Curated by Paul Wong
(On Edge)
Part 8 of Magnetic North a 10 part Canadian Series
Produced by The Centre For Art Tapes,
Presented at the Art Gallery of Nova Scotia
March 28. 02
HOW TO BE A RECLUSE (still) by Laurel Swenson, 5 mins
Vancouver is a new world boom town, not yet a world class city. It perches on the Pacific Rim at the cross roads of its lumberjack past and its high tech future. Vancouver’s climate is situated in a temperate rain forest , 50% of our days are shrouded under grey skies and drizzling rain. In the picture perfect postcards it is always bright and sunny. With the right advertising anything will sell, and it does. Every year newcomers arrive in the tens of thousands. The well heeled land with platinum cards and those less fortunate come illegally in cargo containers. As a mass they have quickly changed the face and the pace of this place. For a time everywhere you looked the city was dotted with cranes demarcating big money and rapid development.
LEAKS scratches the veneer of Canada’s ‘California’, a look at the underbelly of west coast leisure style and the not so glamourous realities of Hollywood North. B.C. has developed out of its own peculiar isolation, fenced off from the rest of Canada by the Rocky Mountains, we are connected to Asia by the Pacific Ocean. For many people we are just an expressway, we are another country, an inconvenient land mass that separates two American States: Washington and Alaska.
The layout of the city is that of a broken grid, split by waterways and hemmed in by the mountains to the north and the US border to the south. Neighbourhoods are geographically defined, the artistic communities are fragmented with separate camps with ideological differences. In a place where it seems like everyone is looking for their fifteen minutes of fame, there is plenty of “ I am a movie maker” shorts. Like the overnight ascent of newer, bigger and flashier buildings on the skyline, there are a few solid projects amongst the mostly leaking condos.
The current look of Vancouver’s architecture is like Christo works of art.
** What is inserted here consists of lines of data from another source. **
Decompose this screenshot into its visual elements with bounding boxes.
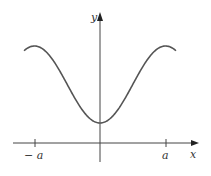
y-axis-label: y	[90, 11, 98, 24]
pos-a-label: a	[162, 149, 169, 162]
x-axis-label: x	[190, 148, 197, 161]
y-axis-arrow-icon	[97, 12, 103, 21]
function-plot: y x − a a	[0, 0, 211, 176]
neg-a-label: − a	[24, 149, 43, 162]
x-axis-arrow-icon	[191, 140, 199, 146]
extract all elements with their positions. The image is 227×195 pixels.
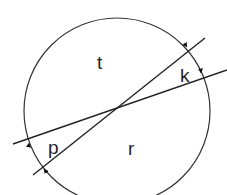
label-p: p <box>48 137 59 158</box>
arc-arrow-p <box>28 143 29 155</box>
label-k: k <box>180 65 190 86</box>
secant-line-1 <box>33 38 205 175</box>
circle <box>24 18 210 195</box>
label-t: t <box>97 52 103 73</box>
secant-line-2 <box>13 70 227 144</box>
arc-arrow-t <box>168 30 187 47</box>
diagram-canvas: t k p r <box>0 0 227 195</box>
label-r: r <box>128 138 135 159</box>
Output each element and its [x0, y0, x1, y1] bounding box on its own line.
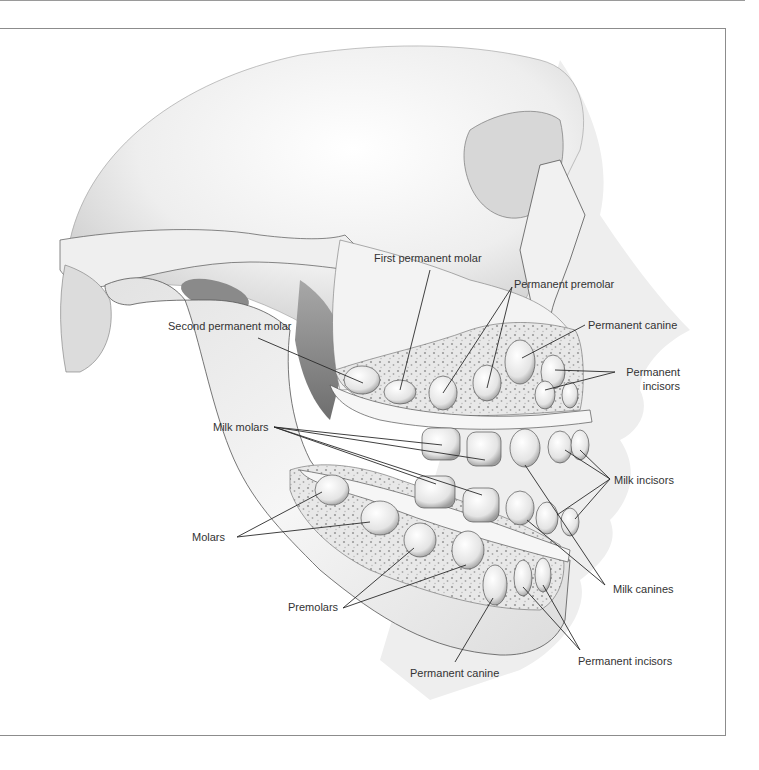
label-first-permanent-molar: First permanent molar	[374, 252, 482, 265]
label-permanent-canine-lower: Permanent canine	[410, 667, 499, 680]
label-permanent-canine-upper: Permanent canine	[588, 319, 677, 332]
label-permanent-incisors-lower: Permanent incisors	[578, 655, 672, 668]
label-second-permanent-molar: Second permanent molar	[168, 320, 292, 333]
label-milk-canines: Milk canines	[613, 583, 674, 596]
label-permanent-premolar: Permanent premolar	[514, 278, 614, 291]
label-milk-incisors: Milk incisors	[614, 474, 674, 487]
label-premolars: Premolars	[288, 601, 338, 614]
label-milk-molars: Milk molars	[213, 421, 269, 434]
label-molars: Molars	[192, 531, 225, 544]
label-permanent-incisors-upper-line2: incisors	[620, 380, 680, 393]
label-permanent-incisors-upper-line1: Permanent	[620, 366, 680, 379]
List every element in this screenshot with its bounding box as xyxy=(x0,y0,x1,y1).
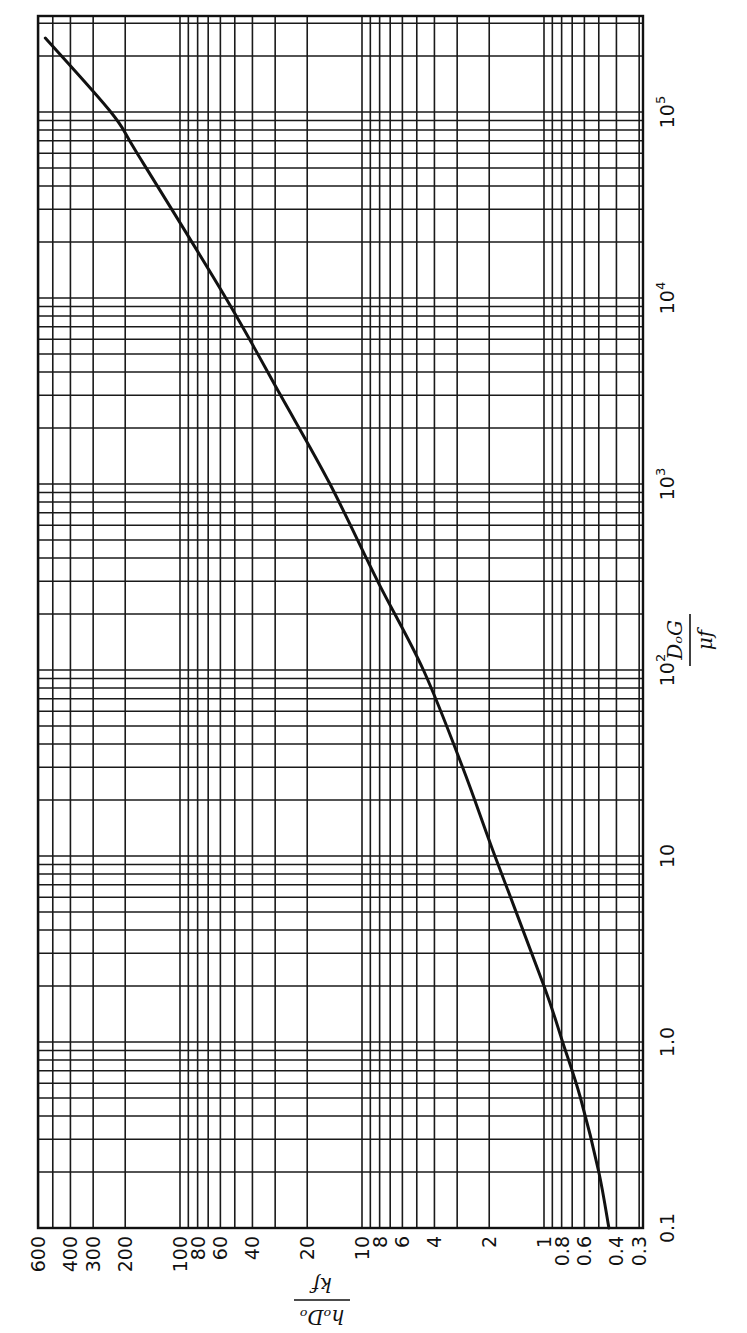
x-tick-label: 105 xyxy=(653,96,678,128)
y-axis-tick-labels: 6004003002001008060402010864210.80.60.40… xyxy=(27,1236,650,1272)
y-tick-label: 2 xyxy=(478,1236,500,1248)
y-tick-label: 4 xyxy=(423,1236,445,1248)
svg-text:0.6: 0.6 xyxy=(573,1236,595,1266)
y-tick-label: 40 xyxy=(241,1236,263,1260)
svg-text:600: 600 xyxy=(27,1236,49,1272)
y-tick-label: 80 xyxy=(187,1236,209,1260)
x-tick-label: 104 xyxy=(653,282,678,314)
svg-text:80: 80 xyxy=(187,1236,209,1260)
x-tick-label: 0.1 xyxy=(656,1213,678,1243)
heat-transfer-correlation-chart: 0.11.010102103104105 6004003002001008060… xyxy=(0,0,747,1333)
x-tick-label: 103 xyxy=(653,468,678,500)
y-tick-label: 400 xyxy=(59,1236,81,1272)
x-tick-label: 10 xyxy=(656,844,678,868)
y-axis-label-numerator: hₒDₒ xyxy=(300,1305,345,1329)
svg-text:0.4: 0.4 xyxy=(605,1236,627,1266)
y-tick-label: 0.8 xyxy=(551,1236,573,1266)
svg-text:20: 20 xyxy=(296,1236,318,1260)
svg-text:60: 60 xyxy=(209,1236,231,1260)
y-tick-label: 6 xyxy=(391,1236,413,1248)
x-axis-label-numerator: DₒG xyxy=(663,620,687,661)
svg-text:4: 4 xyxy=(423,1236,445,1248)
svg-text:40: 40 xyxy=(241,1236,263,1260)
y-tick-label: 0.6 xyxy=(573,1236,595,1266)
svg-text:10: 10 xyxy=(656,844,678,868)
svg-text:0.3: 0.3 xyxy=(628,1236,650,1266)
x-axis-label-denominator: μf xyxy=(693,626,717,650)
y-tick-label: 300 xyxy=(82,1236,104,1272)
y-tick-label: 8 xyxy=(369,1236,391,1248)
x-axis-label: DₒG μf xyxy=(663,614,717,666)
svg-text:0.8: 0.8 xyxy=(551,1236,573,1266)
y-tick-label: 20 xyxy=(296,1236,318,1260)
y-axis-label-denominator: kf xyxy=(309,1273,332,1297)
y-tick-label: 200 xyxy=(114,1236,136,1272)
y-tick-label: 0.4 xyxy=(605,1236,627,1266)
svg-text:105: 105 xyxy=(653,96,678,128)
svg-text:1.0: 1.0 xyxy=(656,1027,678,1057)
y-tick-label: 600 xyxy=(27,1236,49,1272)
y-axis-label: hₒDₒ kf xyxy=(294,1273,350,1329)
svg-text:400: 400 xyxy=(59,1236,81,1272)
svg-text:6: 6 xyxy=(391,1236,413,1248)
plot-grid xyxy=(38,16,643,1228)
svg-text:2: 2 xyxy=(478,1236,500,1248)
svg-text:8: 8 xyxy=(369,1236,391,1248)
svg-text:103: 103 xyxy=(653,468,678,500)
svg-text:104: 104 xyxy=(653,282,678,314)
y-tick-label: 0.3 xyxy=(628,1236,650,1266)
x-axis-tick-labels: 0.11.010102103104105 xyxy=(653,96,678,1243)
svg-text:200: 200 xyxy=(114,1236,136,1272)
svg-text:0.1: 0.1 xyxy=(656,1213,678,1243)
svg-text:300: 300 xyxy=(82,1236,104,1272)
x-tick-label: 1.0 xyxy=(656,1027,678,1057)
y-tick-label: 60 xyxy=(209,1236,231,1260)
data-curve xyxy=(45,38,609,1228)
Entire blocks of condo’s are draped over with white plastic. The cost of repairs in many cases is the same cost of rebuilding. Unable to sell and financially trapped many of these homeowners are forced to continue living in these moulding premises while waiting for the repairs to begin. It typifies the wild west mentality of instant get rich schemes, the ongoing plunder and corruption.
In this age of digital proliferation, the 200 plus channel universe often does more to keep us apart then to bringing us together. The high quality and low cost of digital production equipment has ripped open access to media tools. This democratisation has made it possible for more and more individuals to have ‘stay at home’ studios. As more and more media artists work in isolation, this program is a focus on those who work together.
There are many active and influential groups for encouraging production and appreciation of the video form. On the margins there continues to be strong independent work being developed outside the areas of broadcast or the feature length markets. What continues to drive experimental video in Vancouver is from it place on the edge. These are works that reflect human conditions of communities outside the mainstream.
LEAKS was a program of recent short works by Vancouver videomakers. It was a selection of works from different communities, productions that come out of groups of artists working together as collectives, collaborations, individuals brought together by commissions, working out of common sites such as an artist run centre or a school, or by social, political or cultural necessity. In this case I programmed together tapes by Aboriginal Youth, emerging and mid-career artists, queers and activists. Many of the works are autobiographical, pushing the use of non-fiction addressing both artistic and social issues including violence, drug addiction, despair, love and desire. (Paul Wong).